At first glance, 19 year-old Joann Chmell appears to be just another cheery young volunteer at ADI Negev-Nahalat Eran’s early intervention kindergarten. But her radiant smile veils the deep pain of knowing the bitter truth about her German roots and her ongoing struggle to stand with Israel at all costs.
For five years, Joann has been involved with ‘March of Life’, an initiative founded by Jobst and Charlotte Bittner and TOS Ministries in Tübingen, Germany, to transform the descendants of Nazis and Nazi sympathizers into the loudest voices against today’s anti-Semitism. With the help of March of Life, Joann was able to find definitive answers to the uncomfortable questions that her family aggressively avoided for decades.
While her cousins regard both of her maternal great-grandfathers as “honest men with desk jobs,” the truth is far more nefarious. One worked at the train station just outside Auschwitz and was actively involved in the final selection process that took place before each car entered the infamous concentration camp. The other was a police officer who, as a proud member of the Nazi party, took part in Kristallnacht, helped search Jewish houses and orchestrated death marches towards the end of WWII.
On her father’s side, another great grandfather worked directly for the ‘Wehrmacht,’ the unified armed forces of Nazi Germany, from their office in Antwerp, Belgium.
“No one in my family ever talks about how these men were complicit in acts of pure evil. They make excuses and find ways to praise them for the good they did for German society. I knew that if I couldn’t make my own family see the truth about the past, I needed to do something drastic to change the future,” asserts Joann.
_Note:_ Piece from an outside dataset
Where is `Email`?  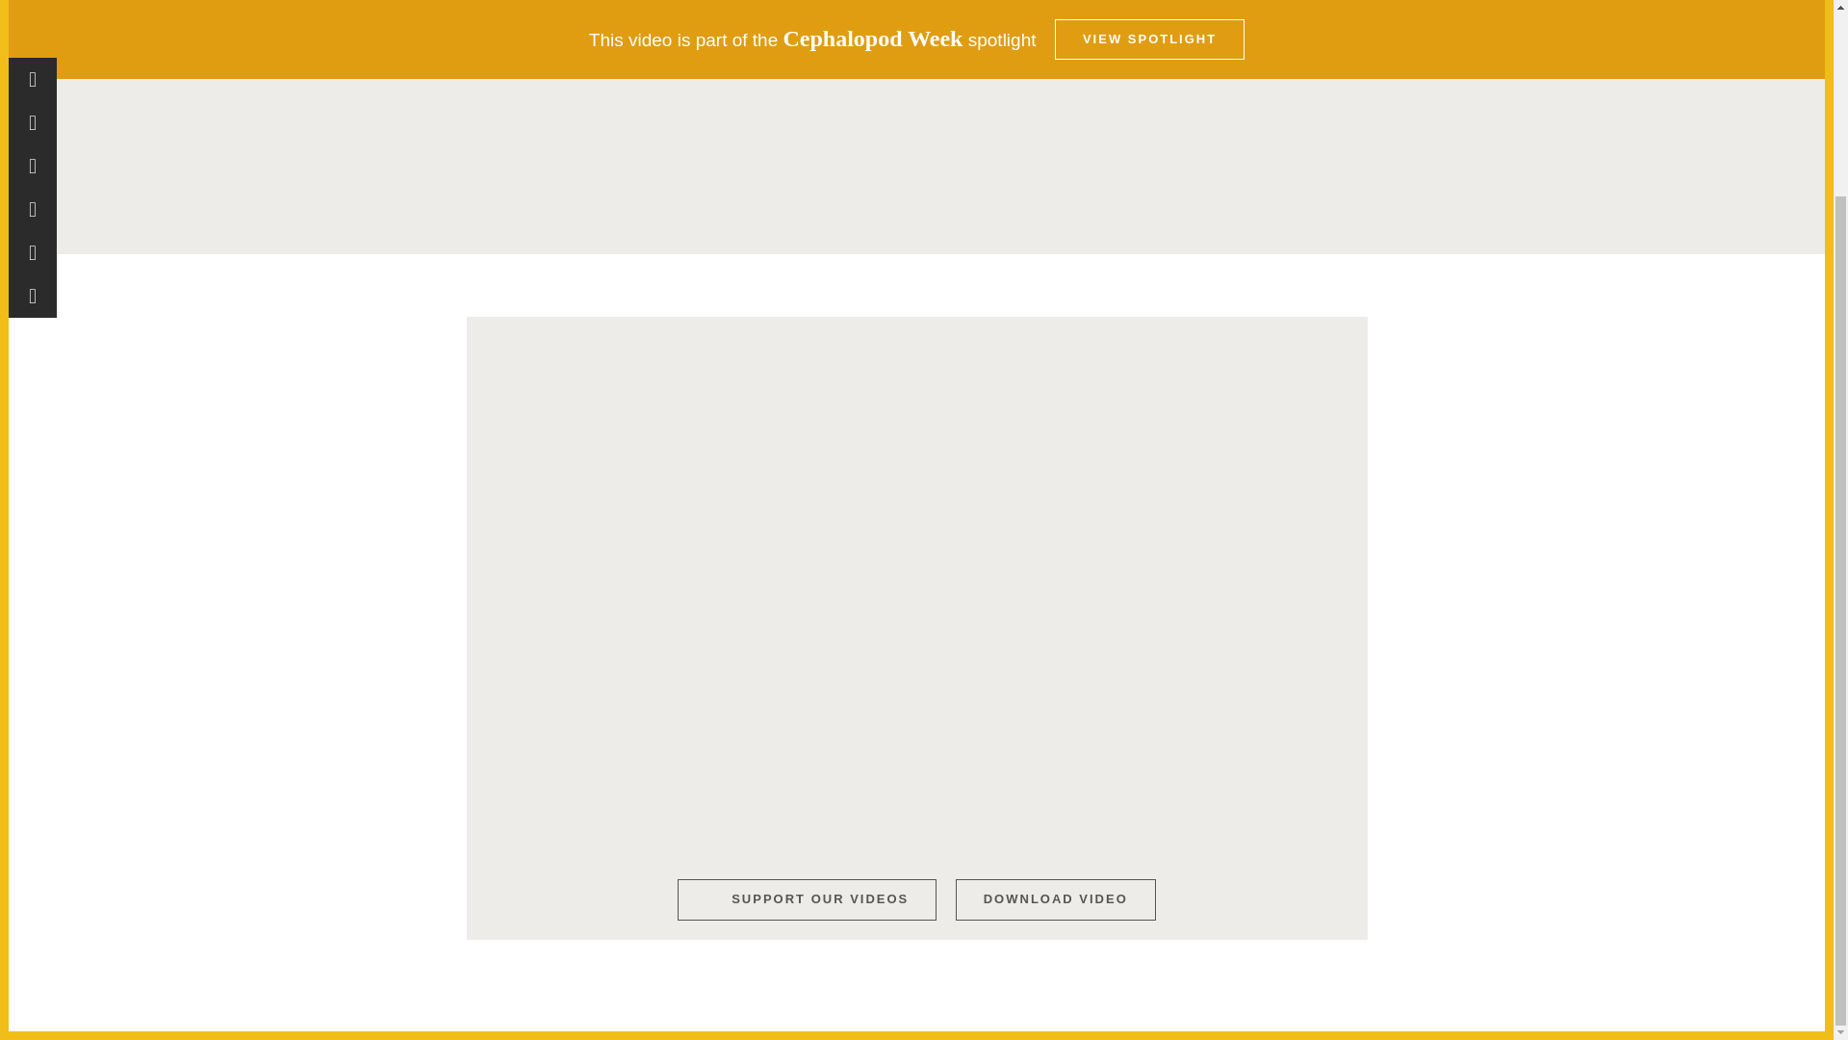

“One of the largest Nazi euthanasia camps was located just outside my hometown of Tübingen. Thousands of people with disabilities were murdered at this camp, and it is devastating that my great grandfather was part of the selection process. For me, it’s very special to work and live at ADI Negev-Nahalat Eran and do the polar opposite, to embrace my humanity and see what can happen when you give people with disabilities endless love and the tools and opportunities to grow and thrive.”
By the time she leaves Israel at the end of May, Joann will have spent six months volunteering in Israel: four months at ADI Negev-Nahalat Eran and two months working with Holocaust survivors in Caesarea.
“It’s surreal doing this important work here in Israel and watching my peers in Germany, the US and other countries embrace the same hateful ideology as my great grandfathers. It is clear that many people have not learned anything from history, so I must do my part and speak up. All Germans my age need to ask more questions and uncover the truth, and I urge them to follow my lead, even if I lose friends in the process. I’m not ashamed to wear my Israel pendant, and I’m not afraid to lose friends or paint a target on my back. I stand for humanity. I stand with Israel.”